When we speak of major noncommunicable diseases (NCDs), we mean, in the first place, cardiovascular (ischemic heart disease, hypertension) and cerebrovascular (stroke) pathologies, malignant tumors, and chronic nonspecific respiratory (pneumonic) diseases and diabetes mellitus, ascribing to them, respectively, 25–30, 13.7 and 2% of the mortality that world statistics recorded in the early 2010s [91]. Guided by the core of the problem, but not by mortality rates [29], we should also class in the NCD group such diseases as osteoporosis, unipolar depression, and obesity [36]. According to the domestic statistical data on oncology (15, 16, 21) and the cancer registries of the United States [80], summary morbidity due to neoplasms of hormone-dependent tissues make up nearly 35–45% of all cancer-related cases.

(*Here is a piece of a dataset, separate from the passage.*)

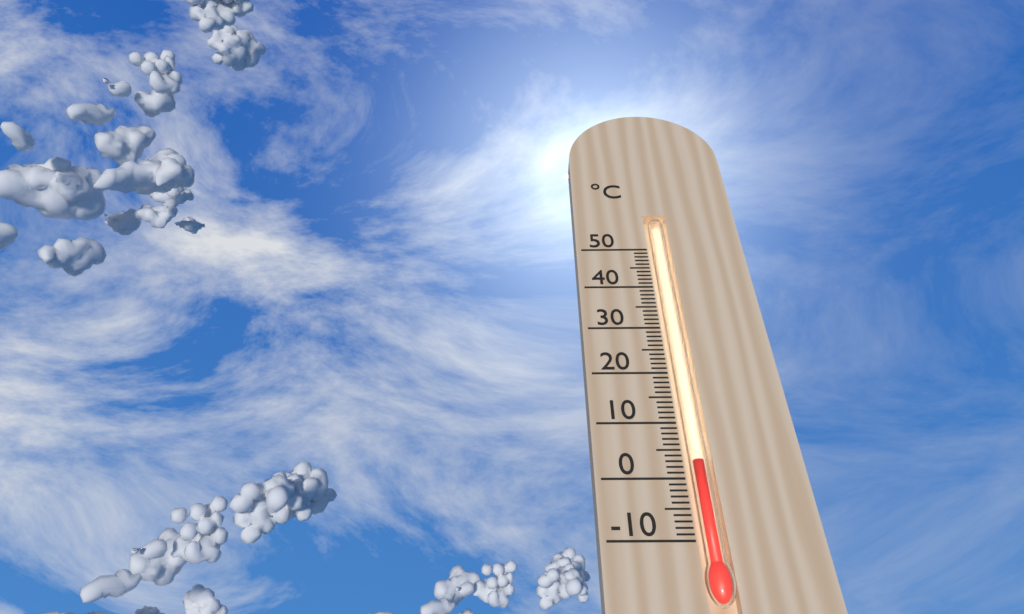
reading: 3 °C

The last few decades were characterized by pronounced demographic changes and more insistent projections of a growing share of major noncommunicable diseases, including cancer [65, 79]. Therefore, attempts to understand the place of hormone-dependent malignant tumors among other human NCDs and analyze the interrelations between the former and the latter in their age-specific aspect are regarded as a vital task for contemporary oncoendocrinology. Although major human chronic diseases are mainly diagnosed in the second half of life, their hormone-metabolic base begins to form many decades before the clinical manifestations of the related pathological processes and does not always demonstrate an obvious picture of associations with individual diseases in this group. The latter may serve as an explanation for the absence of parallelism in the frequency of these diseases, in particular, in the final stage of ontogenesis.